Texas has been working hard to purge voters illegally, and it turns out that Republican Governor Greg Abbott was in on it.

A newly released batch of emails shows that Abbott pushed the Texas Department of Public Safety (DPS) to investigate the citizenship status of Texas voters, all in the hopes of ginning up voter fraud claims.

The entire enterprise didn’t turn out well for the Texas GOP. They started with a splashy claim, saying 95,000 Texans were registered to vote but weren’t citizens, and 58,000 of those people had voted in at least one election. The voter purge list was riddled with errors and many on the list were citizens. It led to a lawsuit and a settlement that required Texas to completely walk back its baseless fraud allegations.

It also led to the resignation of Texas’ Acting Secretary of State David Whitley, who had pushed the voter fraud lie.

Abbott had thus far evaded embarrassment or responsibility for the entire affair, but that ended today when Campaign Legal Center, one of the groups that had sued the state, released emails detailing the creation of the voter purge list.

Abbott pops up in two emails in late August 2018. First, the DPS director of the driver’s license division wrote that “[t]he Governor is interested in getting this information as soon as possible.” That was followed by an email from a DPS employee saying, “We delivered this information earlier in the year, and we have an urgent request from the Governor’s office to do it again.”

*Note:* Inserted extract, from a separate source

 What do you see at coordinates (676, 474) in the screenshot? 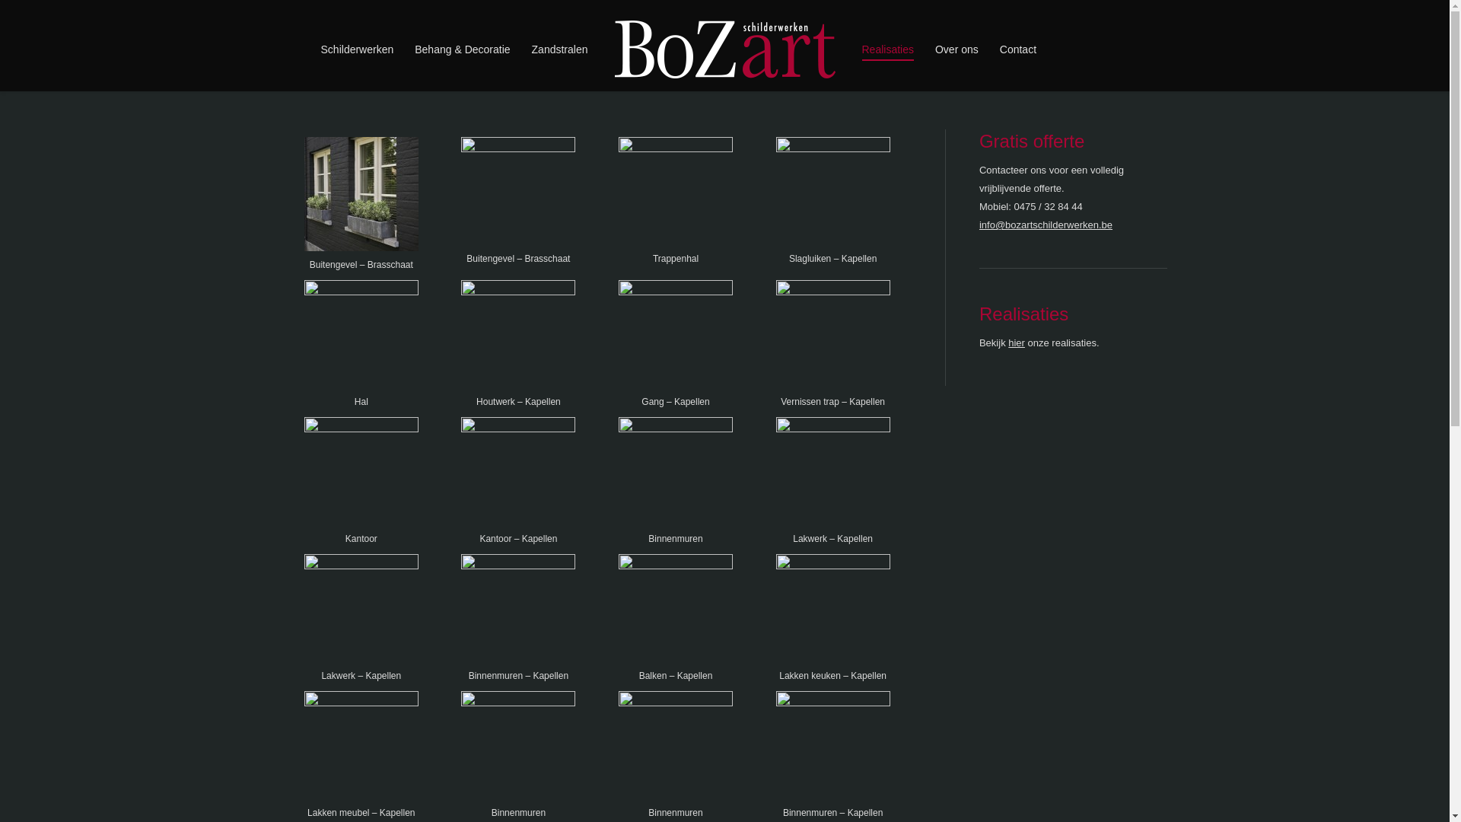
I see `Binnenschilderwerken` at bounding box center [676, 474].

According to Abbott, this doesn’t mean he had anything to do with the voter purge list. Late Tuesday, John Wittman, his spokesman, said that any allegation Abbott requested DPS provide the citizenship information was “patently false” and that “neither the governor nor the governor’s office gave a directive to initiate this process.”

That blanket denial doesn’t address what “urgent request” the governor’s office had that wasn’t about the DPS voter purge list. It would have been trivial for Wittman to explain what the request was, if not that. However, he’d also have to explain away the swift enthusiasm with which Abbott praised Whitley for “uncovering and investigating this illegal vote registration.”

Abbott has always loved to fearmonger about supposed voter fraud. It turns out when those claims fall apart, he doesn’t want to be held responsible.

Published with permission of The American Independent Foundation.